Beijing's anti-corruption drive sinks Macau casinos
Casino revenue in the former Portuguese colony slumped for the eight month in a row, leading casino shares to perform poorly on the benchmark Hang Seng Index. Macau authorities announce restrictions on mainland visitors. Xi Jinping urged the city to change direction.

Beijing (AsiaNews) - After shaking up Chinese politics, the anti-corruption campaign launched by Chinese President Xi Jinping is doing the same to the gambling business.

Macau's casino revenue slumped last month for the eighth consecutive month in the longest losing streak on record. Consequently, casino shares plunged on the Hang Seng Index on Monday, after Chinese New Year festivities.

Wynn Macau, Galaxy Entertainment Group, Sands China, MGM China Holdings, and SJM Holdings lost between 2.33 and 3.73 per cent.

The decline came after a senior Macau official said the city would study restrictions on mainland Chinese tourists to ease overcrowding.

The local government plans in fact to ask Beijing to analyse Macau's capacity for visitors and consider how "too many tourists affect residents' quality of life," Secretary for Social Affairs and Culture Alexis Tam Chon-weng was quoted as saying on Teledifusao de Macau.

Macau and the mainland are clearly working together on this. In the former Portuguese colony, local authorities require Beijing's approval before making major decisions.

For decades, officials with the Communist party and state-owned companies spent millions in public funds in the special autonomous region.

The current slump in Macau's casino revenue follows Xi's two-year-long crackdown on official corruption and is a signal that mainland China no longer accepts such behavior.

Last December, President Xi Jinping urged Macau to move away from its reliance on casinos and turn the city into a world tourism and leisure centre.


**Prompt**:
Could you output every record below exactly, leaving out the pictures?

**Data section**:
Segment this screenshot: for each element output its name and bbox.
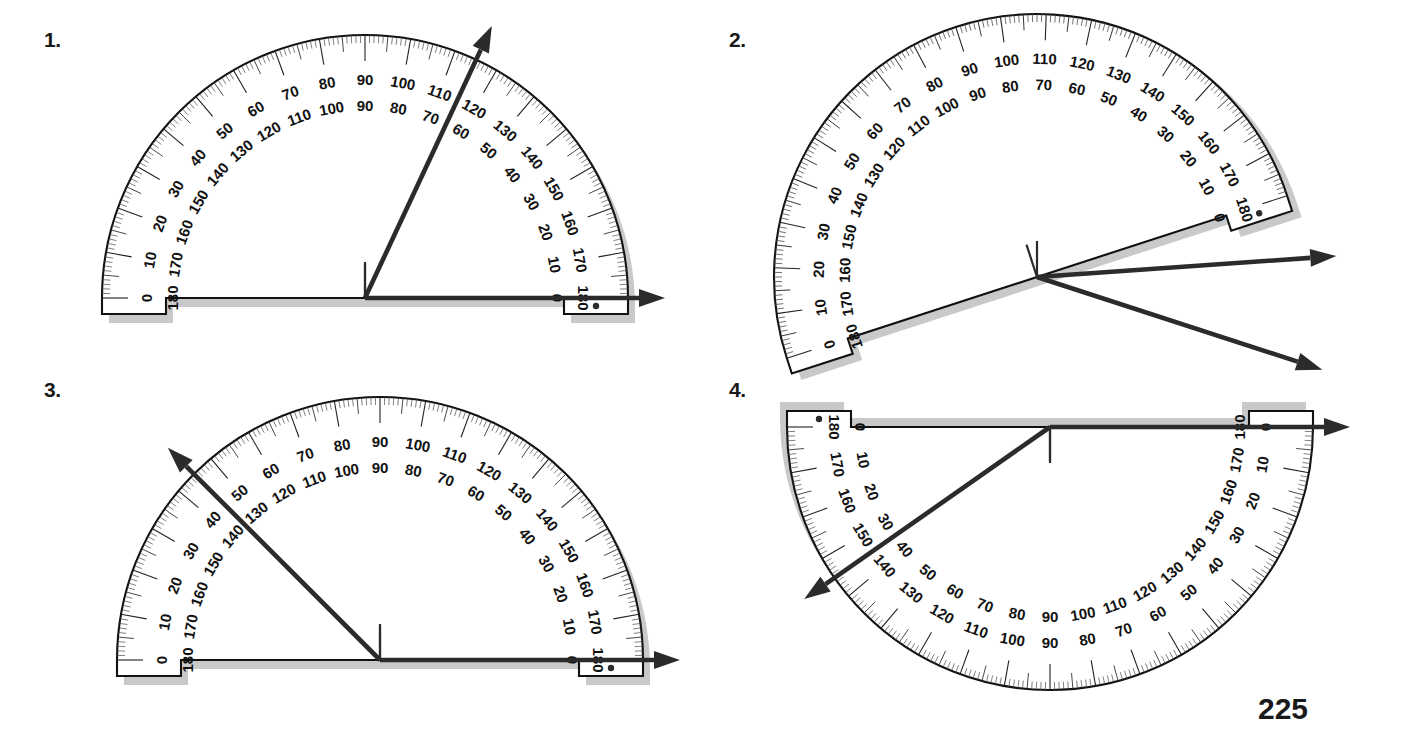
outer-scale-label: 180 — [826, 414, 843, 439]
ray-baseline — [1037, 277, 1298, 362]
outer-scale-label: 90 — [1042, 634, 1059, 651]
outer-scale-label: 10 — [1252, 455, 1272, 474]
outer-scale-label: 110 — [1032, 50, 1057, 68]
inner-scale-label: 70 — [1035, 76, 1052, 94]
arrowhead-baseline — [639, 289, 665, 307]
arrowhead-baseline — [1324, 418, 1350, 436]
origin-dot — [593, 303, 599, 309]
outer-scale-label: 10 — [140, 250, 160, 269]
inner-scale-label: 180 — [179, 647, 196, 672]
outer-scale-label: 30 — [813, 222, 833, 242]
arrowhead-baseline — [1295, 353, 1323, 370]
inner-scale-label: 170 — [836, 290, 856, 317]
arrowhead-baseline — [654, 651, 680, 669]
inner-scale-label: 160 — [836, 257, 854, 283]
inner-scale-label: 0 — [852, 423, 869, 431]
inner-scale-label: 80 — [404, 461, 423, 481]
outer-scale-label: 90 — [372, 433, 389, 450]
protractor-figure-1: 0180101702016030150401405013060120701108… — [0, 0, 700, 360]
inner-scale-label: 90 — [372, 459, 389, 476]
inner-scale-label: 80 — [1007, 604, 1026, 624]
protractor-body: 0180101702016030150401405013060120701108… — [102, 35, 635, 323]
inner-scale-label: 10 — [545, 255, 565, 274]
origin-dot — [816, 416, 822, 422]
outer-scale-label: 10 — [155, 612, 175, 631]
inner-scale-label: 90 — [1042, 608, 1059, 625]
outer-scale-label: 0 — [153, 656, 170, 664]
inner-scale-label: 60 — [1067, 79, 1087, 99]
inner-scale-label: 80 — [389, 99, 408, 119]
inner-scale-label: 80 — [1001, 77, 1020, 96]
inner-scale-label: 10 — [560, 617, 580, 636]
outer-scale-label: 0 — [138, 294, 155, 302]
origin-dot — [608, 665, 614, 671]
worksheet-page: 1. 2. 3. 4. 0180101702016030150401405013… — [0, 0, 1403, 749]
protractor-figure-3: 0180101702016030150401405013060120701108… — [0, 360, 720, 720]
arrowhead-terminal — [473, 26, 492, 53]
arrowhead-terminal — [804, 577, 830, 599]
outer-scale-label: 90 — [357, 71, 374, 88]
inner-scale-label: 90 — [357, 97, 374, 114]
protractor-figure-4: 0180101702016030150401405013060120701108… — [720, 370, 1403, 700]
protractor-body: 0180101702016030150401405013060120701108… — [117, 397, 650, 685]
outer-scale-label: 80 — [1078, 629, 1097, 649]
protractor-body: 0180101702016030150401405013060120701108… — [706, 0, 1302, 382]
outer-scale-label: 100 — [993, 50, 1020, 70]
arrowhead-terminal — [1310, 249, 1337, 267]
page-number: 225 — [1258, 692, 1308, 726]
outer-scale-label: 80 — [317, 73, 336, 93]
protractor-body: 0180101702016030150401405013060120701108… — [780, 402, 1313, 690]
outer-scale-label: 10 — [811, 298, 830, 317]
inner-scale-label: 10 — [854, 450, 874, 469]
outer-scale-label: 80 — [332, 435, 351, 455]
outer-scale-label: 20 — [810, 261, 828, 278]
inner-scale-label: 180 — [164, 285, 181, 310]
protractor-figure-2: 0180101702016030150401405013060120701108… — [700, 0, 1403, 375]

**Task solution**:
Segment this screenshot: for each element output its name and bbox.
outer-scale-label: 180 — [826, 414, 843, 439]
ray-baseline — [1037, 277, 1298, 362]
outer-scale-label: 90 — [1042, 634, 1059, 651]
outer-scale-label: 10 — [1252, 455, 1272, 474]
outer-scale-label: 110 — [1032, 50, 1057, 68]
inner-scale-label: 70 — [1035, 76, 1052, 94]
arrowhead-baseline — [639, 289, 665, 307]
arrowhead-baseline — [1324, 418, 1350, 436]
origin-dot — [593, 303, 599, 309]
outer-scale-label: 10 — [140, 250, 160, 269]
inner-scale-label: 180 — [179, 647, 196, 672]
outer-scale-label: 30 — [813, 222, 833, 242]
arrowhead-baseline — [1295, 353, 1323, 370]
inner-scale-label: 170 — [836, 290, 856, 317]
arrowhead-baseline — [654, 651, 680, 669]
inner-scale-label: 160 — [836, 257, 854, 283]
inner-scale-label: 0 — [852, 423, 869, 431]
inner-scale-label: 80 — [404, 461, 423, 481]
outer-scale-label: 90 — [372, 433, 389, 450]
protractor-figure-1: 0180101702016030150401405013060120701108… — [0, 0, 700, 360]
inner-scale-label: 90 — [372, 459, 389, 476]
inner-scale-label: 80 — [1007, 604, 1026, 624]
protractor-body: 0180101702016030150401405013060120701108… — [102, 35, 635, 323]
inner-scale-label: 10 — [545, 255, 565, 274]
origin-dot — [816, 416, 822, 422]
outer-scale-label: 10 — [155, 612, 175, 631]
inner-scale-label: 90 — [1042, 608, 1059, 625]
outer-scale-label: 0 — [153, 656, 170, 664]
inner-scale-label: 60 — [1067, 79, 1087, 99]
inner-scale-label: 80 — [389, 99, 408, 119]
inner-scale-label: 80 — [1001, 77, 1020, 96]
inner-scale-label: 10 — [560, 617, 580, 636]
outer-scale-label: 0 — [138, 294, 155, 302]
origin-dot — [608, 665, 614, 671]
worksheet-page: 1. 2. 3. 4. 0180101702016030150401405013… — [0, 0, 1403, 749]
protractor-figure-3: 0180101702016030150401405013060120701108… — [0, 360, 720, 720]
arrowhead-terminal — [473, 26, 492, 53]
arrowhead-terminal — [804, 577, 830, 599]
outer-scale-label: 90 — [357, 71, 374, 88]
inner-scale-label: 90 — [357, 97, 374, 114]
protractor-figure-4: 0180101702016030150401405013060120701108… — [720, 370, 1403, 700]
protractor-body: 0180101702016030150401405013060120701108… — [117, 397, 650, 685]
outer-scale-label: 80 — [1078, 629, 1097, 649]
protractor-body: 0180101702016030150401405013060120701108… — [706, 0, 1302, 382]
outer-scale-label: 100 — [993, 50, 1020, 70]
arrowhead-terminal — [1310, 249, 1337, 267]
page-number: 225 — [1258, 692, 1308, 726]
outer-scale-label: 80 — [317, 73, 336, 93]
protractor-body: 0180101702016030150401405013060120701108… — [780, 402, 1313, 690]
outer-scale-label: 10 — [811, 298, 830, 317]
inner-scale-label: 10 — [854, 450, 874, 469]
outer-scale-label: 80 — [332, 435, 351, 455]
outer-scale-label: 20 — [810, 261, 828, 278]
inner-scale-label: 180 — [164, 285, 181, 310]
protractor-figure-2: 0180101702016030150401405013060120701108… — [700, 0, 1403, 375]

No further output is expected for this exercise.